If I am wrong in thinking that Loyola is not guilty of prima facie discrimination, I would give serious consideration to interpreting the defense of bona fide occupational qualification broadly enough to reach what Loyola has done, for it seems so remote from any concern that Congress had when it passed Title VII. But it is not necessary to decide whether Loyola has made out this defense and I think it would be the better part of valor to forgo reliance on it and place decision on the narrower ground. For reasons having nothing to do with antipathy to Jews or other non-Catholics, Loyola wants to have a certain proportion of its philosophy professors drawn from a particular religious order to which, as I have said, most Catholics do not belong and could not belong, because they would be either unable to satisfy the demanding entrance requirements or unwilling to take the vows of poverty, chastity, and obedience. In giving a modest and thoroughly understandable preference to members of this order, in circumstances that rebut any inference of invidious discrimination, Loyola is not discriminating against members of any religious faith within the meaning of Title VII.

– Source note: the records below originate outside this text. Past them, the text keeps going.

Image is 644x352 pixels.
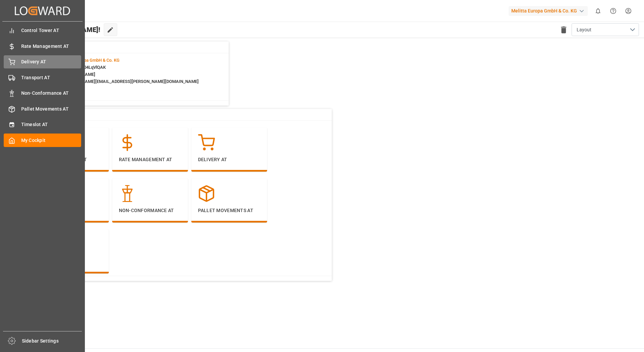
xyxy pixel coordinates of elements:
a: Rate Management AT [4,39,81,52]
span: My Cockpit [21,137,82,144]
button: Melitta Europa GmbH & Co. KG [509,5,591,17]
a: Timeslot AT [4,118,81,132]
a: My Cockpit [4,133,81,147]
span: Delivery AT [21,58,82,66]
span: Rate Management AT [21,43,82,50]
a: Control Tower AT [4,24,81,37]
span: Sidebar Settings [22,338,82,345]
span: Hello [PERSON_NAME]! [28,23,100,36]
span: : [60,58,119,62]
button: open menu [572,23,639,36]
a: Transport AT [4,71,81,84]
p: Delivery AT [198,156,261,163]
span: Timeslot AT [21,121,82,128]
span: Pallet Movements AT [21,106,82,113]
a: Pallet Movements AT [4,102,81,116]
span: Control Tower AT [21,27,82,34]
p: Rate Management AT [119,156,181,163]
button: Help Center [606,3,621,19]
span: : [PERSON_NAME][EMAIL_ADDRESS][PERSON_NAME][DOMAIN_NAME] [60,79,199,84]
span: Melitta Europa GmbH & Co. KG [61,58,119,62]
p: Pallet Movements AT [198,207,261,215]
p: Non-Conformance AT [119,207,181,215]
a: Non-Conformance AT [4,87,81,100]
span: Layout [577,27,592,33]
a: Delivery AT [4,55,81,68]
div: Melitta Europa GmbH & Co. KG [509,6,588,16]
button: show 0 new notifications [591,3,606,19]
span: Non-Conformance AT [21,90,82,97]
span: Transport AT [21,74,82,81]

For completeness I will address the other defense pressed by Loyola, the religious-employer defense, which so far as applicable to this case is available to a university that “is, in whole or in substantial part, owned, supported, controlled, or managed by a particular religion or by a particular religious corporation, association, or society.” 42 U.S.C. § 2000e-2(e)(2). That is an apt description of Loyola as of its founding as St. Ignatius College in 1870. But for many years now Loyola has not been owned by the Jesuit order. It is incorporated not as a religious corporation but as an ordinary nonprofit corporation, and financial contributions from the Jesuit order provide only one-third of one percent of the university’s income. Although three-fourths of the students are Catholic, the university does not require students to take any courses in Catholic theology (it does require each student to take three courses in theology, however), does not have a seminary (though it has a theology department), and offers a full range of secular instruction. It is no longer a religious or sectarian school in the narrow sense. All this would matter not at all if it were clear that the board of trustees was controlled by Jesuits, for control in whole or substantial part is all the statute requires. But only a minority of the board are Jesuits. The university’s by-laws require that at least one-third plus one of the trustees be Jesuits (in fact 40 percent of the trustees are Jesuits) — enough to block amendments to the by-laws, since such amendments require the approval of two-thirds of the board — and that the president of the university, who has the normal powers of a chief executive officer (the by-laws describe him as the university’s “principal executive officer”), be a Jesuit.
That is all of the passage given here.